I think you could have gotten equivalent results on such a predictor using much simpler regressions and/or heuristics, once you've already fixed the matchup.

(Also, I just think it's funny how the paper keeps citing "(Zheng, 2020)", etc, like it's a scholarly article or something. Aaron Zheng is a VGC YouTuber and what is being cited is just an online guide a la GameFAQs)

delroth•6mo ago
The soft prediction metric seems especially ridiculous to me. If I'm not mistaken, just picking at random gets better results than their ML selection at >= 5 predictions (1-(2/3)*5 > 0.8438).

However:

> your opponent's team is only partially known (you see their Pokemon species but not the moves, stat distributions, etc)

That's not true in the main competitive live format (e.g. NAIC 2025 which is the main case study here). These tournaments are "open team sheet", aka. moves, ability and held items are known (but not IVs/EVs).

I'm not sure whether this is the case on Smogon though, which means they might even be mixing two completely different datasets...

SkiFire13•6mo ago
> but not IVs/EVs

And even then these can be guessed or even inferred using previous battles as an indicator.

_--__--__•6mo ago
Most of my experience is with pre team preview singles (where there was an entirely different meta of blindly choosing a lead that would match up favorably against the set of other common leads), but my understanding was that VGC has a handful of Pokemon (Smeargle...) with a P_lead/P_bring ratio of 1.
SkiFire13•6mo ago
> Once you're at the team selection screen and choosing your lineup, there are only 15 possible combinations to choose from.

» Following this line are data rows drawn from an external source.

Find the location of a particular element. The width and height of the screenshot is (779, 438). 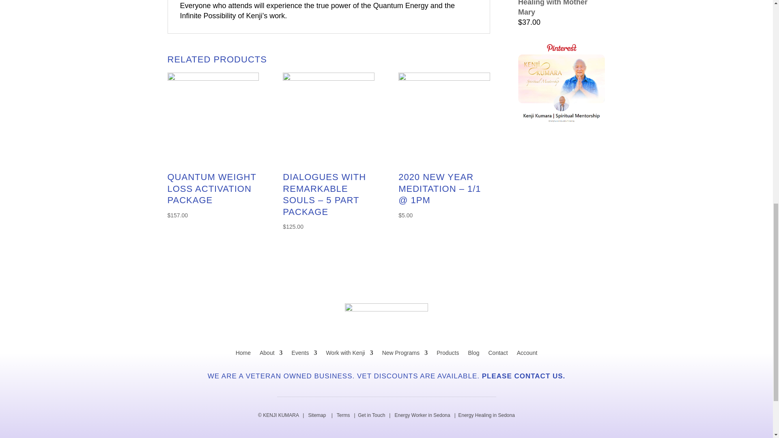

Energy Healing in Sedona is located at coordinates (486, 416).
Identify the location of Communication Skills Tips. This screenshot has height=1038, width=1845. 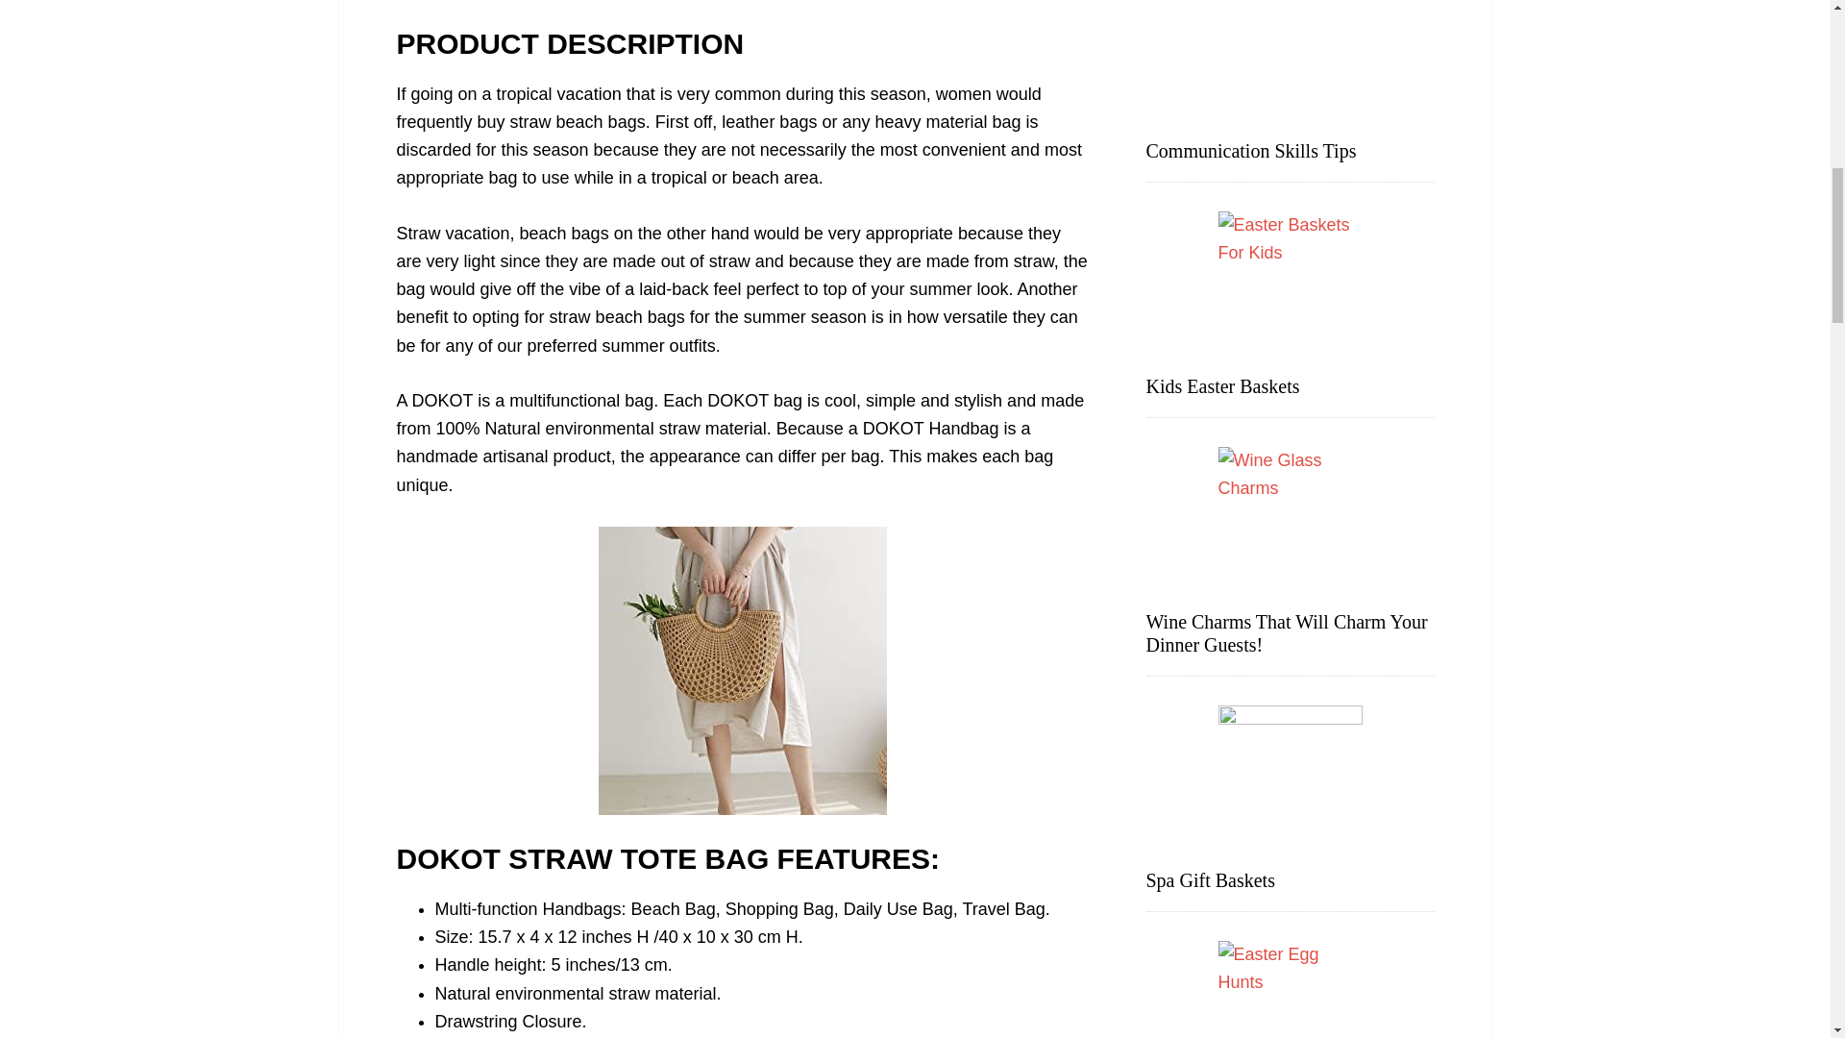
(1251, 150).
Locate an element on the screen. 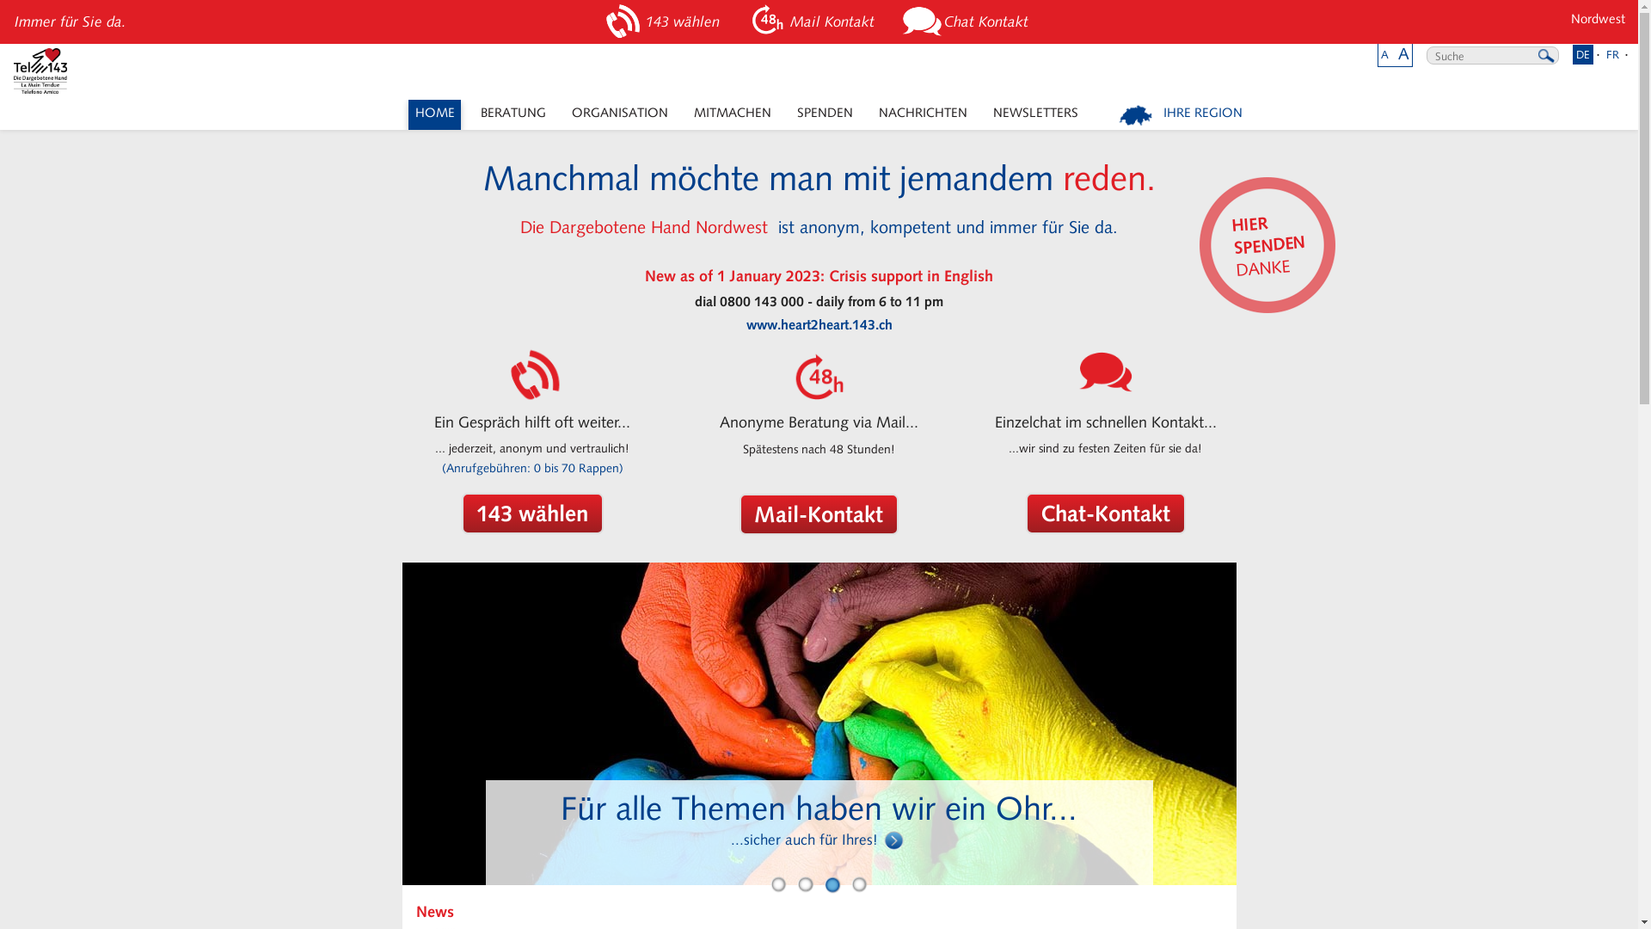 Image resolution: width=1651 pixels, height=929 pixels. 2 is located at coordinates (805, 886).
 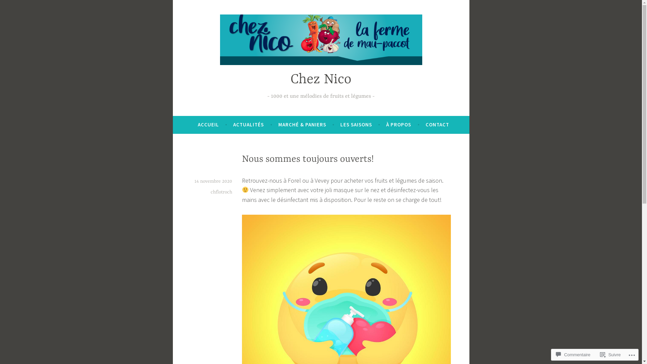 What do you see at coordinates (356, 125) in the screenshot?
I see `LES SAISONS` at bounding box center [356, 125].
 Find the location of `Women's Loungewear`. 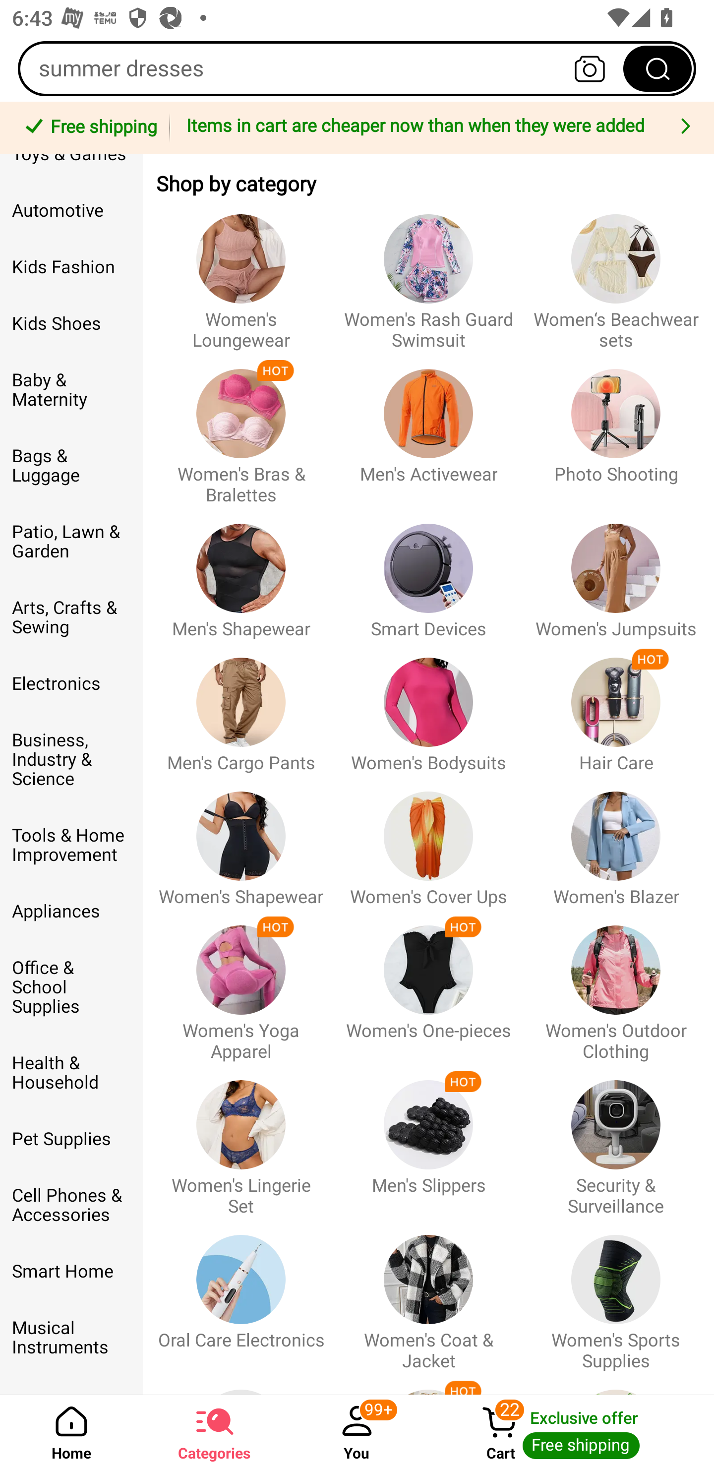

Nit: there are 15 possible lineups (i.e. combinations of 2 pokemons to start the battle with) but there are 90 possible teams if you also factor in the other 2 pokemons in the back.

cakekique•6mo ago
I think even though there are limited choices given the teams the problem of learning these teams are interesting given the sheer variety of possibly teams. A good model would probably need to be learn something useful about competitiveness Pokémon.

I might try my hand at this problem using the open sheet format for more data.

Imustaskforhelp•6mo ago
Oh Yes, I am so excited seeing this!

I have recently started watching a lot of WolfeyVGC and so the graph of incineroar being the most used etc. are so true.

There are a lot of other things that smogon does like the best hacked pokemon (ie. you can get abilities / movesets but not anything else, and some are banned like wonder guard) and there blissy with the transform ability is the strongest.

Honestly, Pokemon VGC isn't that balanced. Incineroar / IIRC before it, there was thundrous. But still its decently balanced that the game works. WolfeyVGC is an absolute delight to watch!